Friday, September 30, 2011

Ilegal dope vs tobacco - mixed messages (and lying scumbag politicians)

Today the Supreme Court of Canada ruled (unanimously) that Vancouver's "supervised drug injection" site ('Insite') can stay open:

To force the site to close “would have been to prevent injection drug users from accessing the health services offered by Insite, threatening the health and indeed the lives of potential clients,” Chief Justice Beverley McLachlin wrote in the ruling. 
It thereby constitutes a limit on the section 7 charter rights of drug addicts - life, liberty and the security of person.
So the Supremes ruled that enabling illicit dopers is good for their health, life, liberty and security.

Then we have another class of (legal) users - smokers, who have been attacked mercilessly and kicked while they're down.  In BC the health minister is now threatening smokers with another kick - forcing them to pay higher health fees:
“Some people, in B.C. about 14 per cent of the population, continue to smoke and they’re going to cost more,” de Jong said in an interview. “Maybe they should contribute more.”
Civil liberties and ethics experts think it's a crappy idea, primarily on "slippery slope" grounds. As far as I know, no one wondered if it might be unenforceable.

Also, Minister De Jong neglected to point out that the government is already taxing smokers to death:

The province collected $682 million from tobacco taxation in the 2009-10 fiscal year, $708 million in 2008-09 and $692 million in 2007-08.
That probably more than covers additional health costs. And I'm sure that De Jong would prefer that no one mentioned any studies like this one in the New England Journal of Medicine which found:
... In our study, lifetime costs for smokers can be calculated as $72,700 among men and $94,700 among women, and lifetime costs among nonsmokers can be calculated as $83,400 and $111,000, respectively. This amounts to lifetime costs for nonsmokers that are higher by 15 percent among men and 18 percent among women.
Altogether this spells "CASH GRAB" from (and harassment of) smokers to offset the cost of enabling dopers.

3 comments:

Gerry said...

If I remember correctly a couple of BC researchers some time ago published an article in a medical journal (epidemiology I think) that participants in the homosexual lifestyle had similar health outcomes to those smoking 1 to 2 packs of cigarettes a day. Granted the researchers - once faced with the backlash for daring to highlight the health risks of that particular alternative lifestyle - clarified their position somewhat the data remains.

Now, I really don't care if a person is gay, bi, transgendered or simply confused as long as the health risk approach is used across the board. Demonizing smokers but failing to apply the same health criteria to alternative life styles as well as morbid obesity is, in my mind, selective umbrage and selective taxation. Use the criterion across the board or not all.

Alain said...

This court ruling is one of the dumbest yet. That closing down these sites would prevent druggies from accessing the health services provided makes you wonder where people with such twisted thinking were found. Health services exist elsewhere; these are simply tax payer funded free shoot-up and crack sites.

As for the outrageious comment concerning smokers, simple math shows that smokers pay enough in tax on their smokes to cover the health cost of themselves and at least three other people. Of course this kind of comment is now most often accepted, since smokers have been so demonised that they can be treated anyway the non smoking lobby likes. You don't have to be a smoker to see this.

JR said...

Hypocrisy, stupidity, impracticality, contradiction, bleeding hearts and bullying are hallmarks of leftist ideology and policy. These cases exhibit all.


What to produce:
Copy every entry exactly as it reads and exclude whatever pictures appear.
### Data excerpts
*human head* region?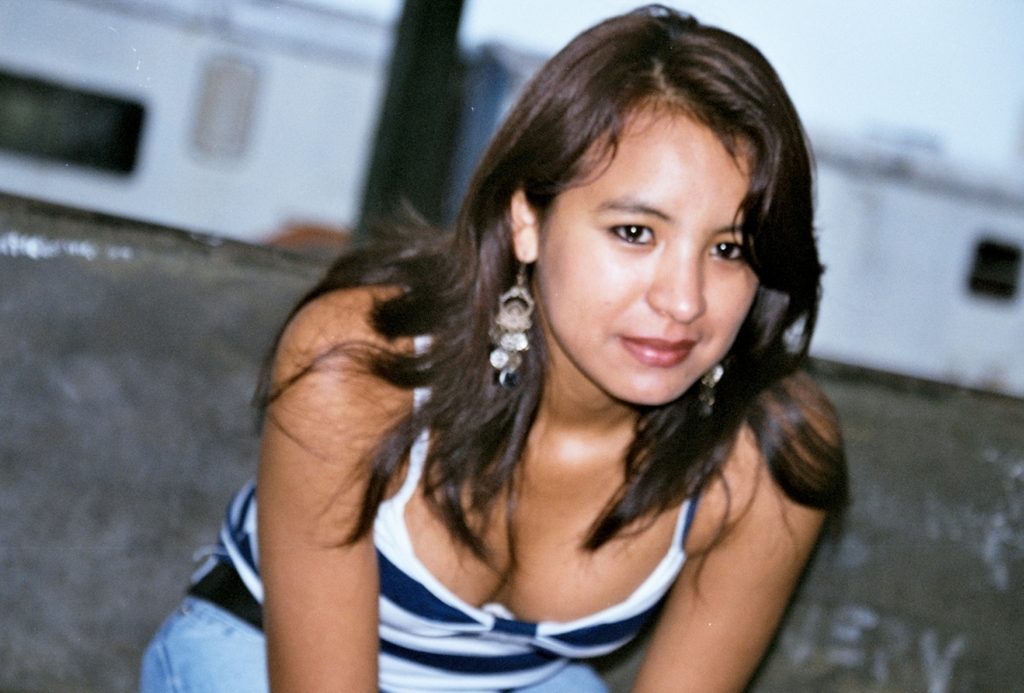
rect(496, 13, 800, 413)
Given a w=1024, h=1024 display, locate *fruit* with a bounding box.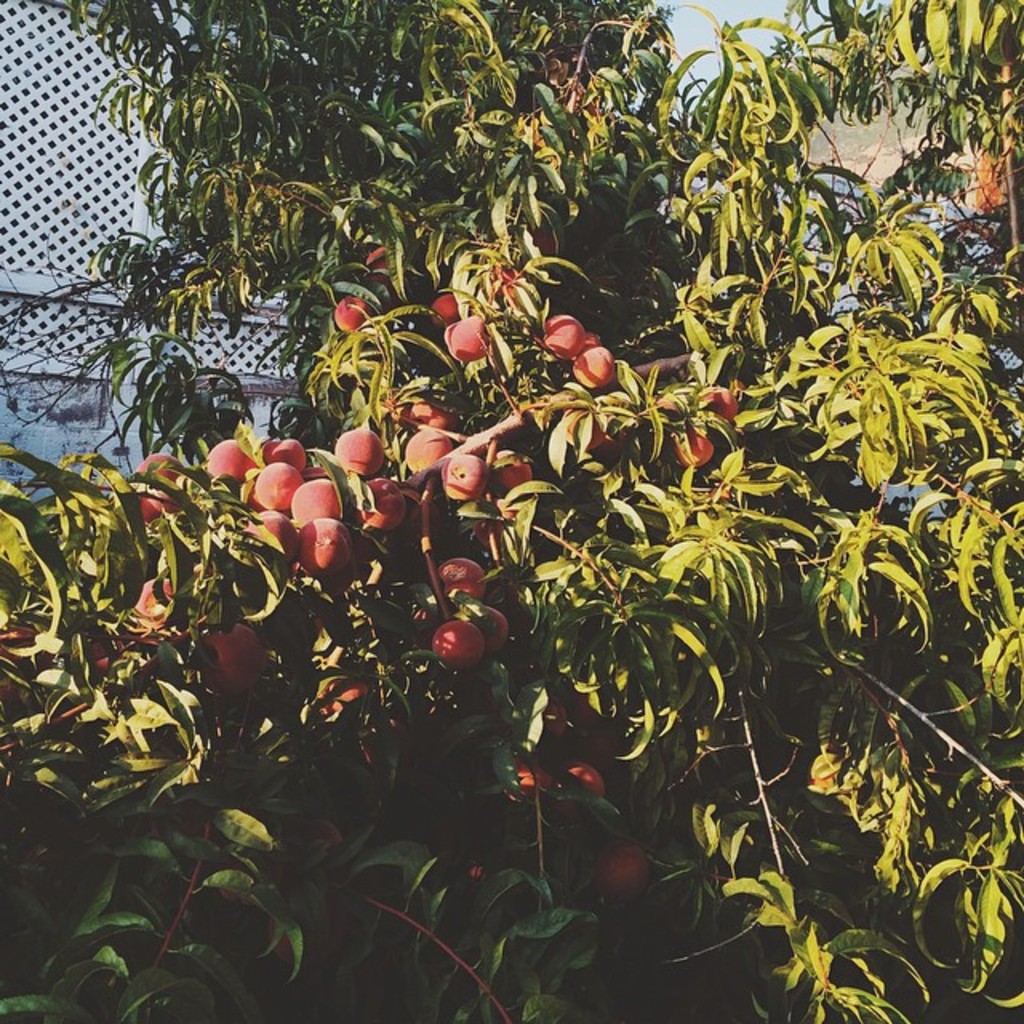
Located: BBox(488, 454, 536, 499).
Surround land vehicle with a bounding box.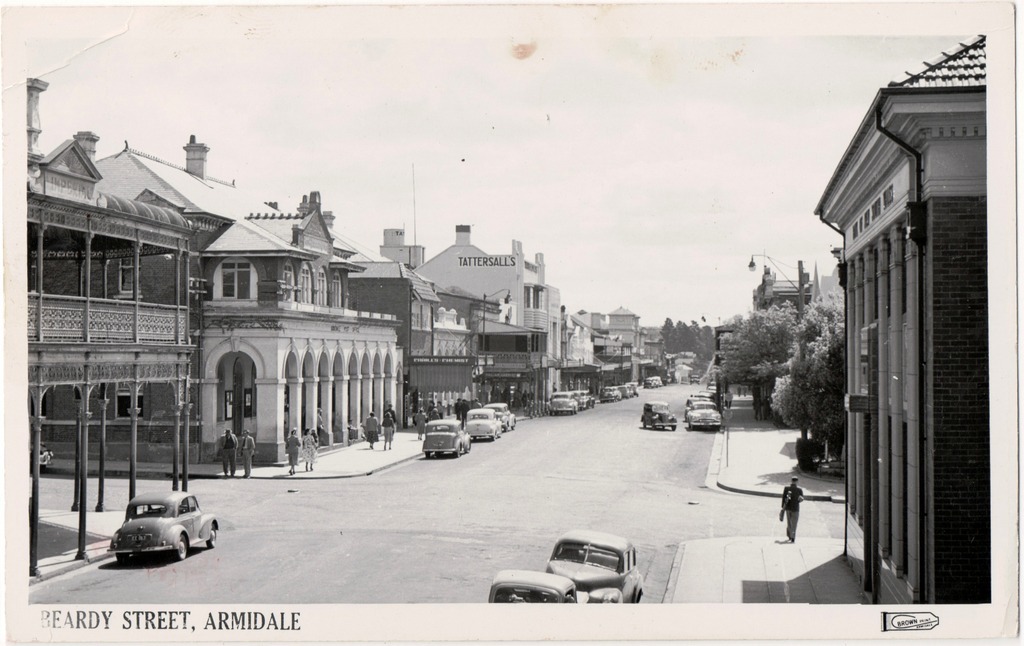
[x1=686, y1=372, x2=701, y2=389].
######
Worked solution:
*human head* region?
rect(496, 13, 800, 413)
Given a w=1024, h=1024 display, locate *fruit* with a bounding box.
Located: BBox(488, 454, 536, 499).
Surround land vehicle with a bounding box.
[x1=686, y1=372, x2=701, y2=389].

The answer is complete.